Free online energy converter. Convert joules, kilowatt-hours (kWh), calories, BTU, therms, and watt-hours instantly — for electricity bills, food energy, HVAC, and physics. Accurate, instant, no sign-up.
Joule • kWh • calorie • BTU • therm
US utilities bill per kWh (avg ~16¢/kWh in 2026). Convert appliance joules or watt-hours to kWh to estimate running costs.
Nutrition labels list food Calories (kcal). Convert to joules (the SI unit used outside the US) when reading international labels.
Furnaces and AC are rated in BTU. Natural gas bills use therms. Convert to kWh to compare energy sources fairly.
Energy comes in many units depending on context, and the joule (J) is the SI base unit that ties them all together. For US households, the most useful conversion is to kilowatt-hours (kWh): 1 kWh = 3,600,000 joules = 3.6 megajoules. Your electricity bill is measured in kWh, and at the 2026 US average of about 16 cents per kWh, knowing how to convert appliance energy ratings helps estimate running costs. A 1,500-watt space heater run for one hour uses 1.5 kWh = 5.4 million joules ≈ 24 cents.
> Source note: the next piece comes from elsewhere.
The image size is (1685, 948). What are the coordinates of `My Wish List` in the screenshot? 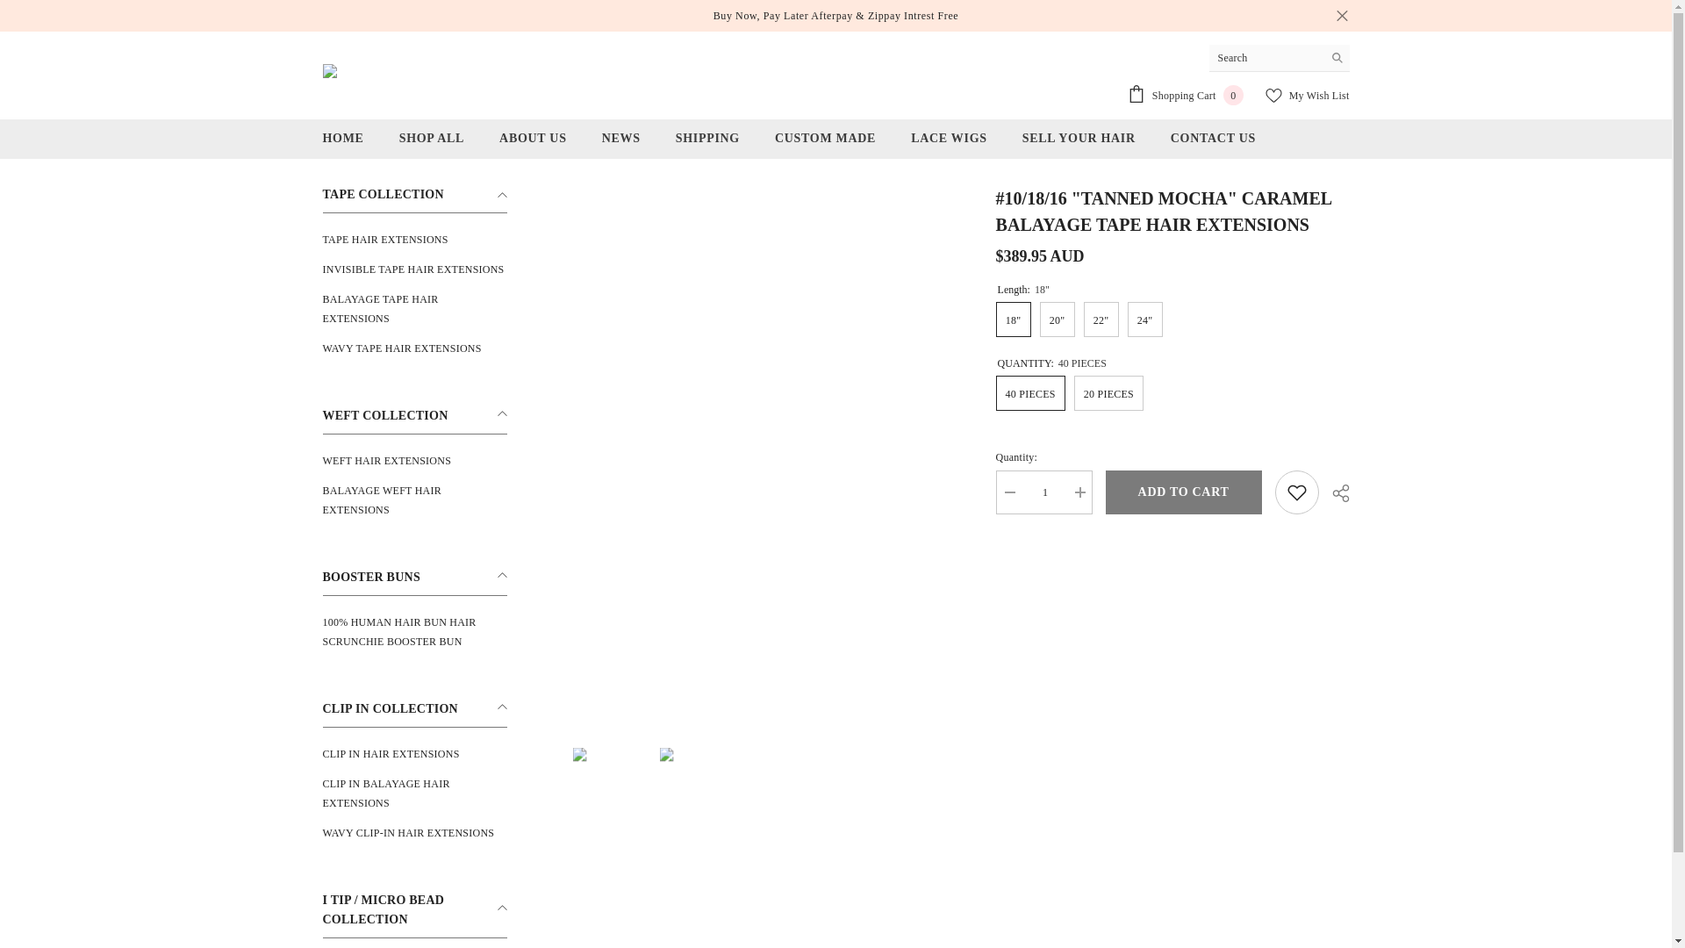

For food, the "Calorie" on nutrition labels is actually a kilocalorie (kcal) = 4,184 joules. A 2,000-Calorie daily diet equals 8.37 million joules of energy. In heating and cooling, the British Thermal Unit (BTU) dominates US specs: 1 BTU = 1,055 joules, and 1 kWh = 3,412 BTU. Natural gas is billed in therms, where 1 therm = 100,000 BTU = 29.3 kWh = 105.5 million joules. Understanding these relationships lets you compare the true cost and efficiency of electricity, gas, and other energy sources on equal footing.
LED bulb (10W, 1hr): 0.01 kWh. Laptop (50W, 8hr): 0.4 kWh. Refrigerator: ~1.5 kWh/day. Central AC: 3 kWh/hr. EV charge (full): 50–100 kWh.
1 gallon gasoline: ~33.7 kWh (121 MJ). 1 cubic foot natural gas: ~0.3 kWh. AA battery: ~0.004 kWh. Tesla Model 3 battery: ~60 kWh.
Apple: 95 kcal = 397 kJ. Slice of pizza: 285 kcal. Big Mac: 563 kcal = 2,356 kJ. Daily diet: 2,000 kcal = 8.4 MJ. 1 lb of fat ≈ 3,500 kcal.
1 BTU = 1,055 J. Window AC: 5,000–12,000 BTU/hr. Furnace: 40,000–100,000 BTU/hr. 1 therm natural gas = 29.3 kWh.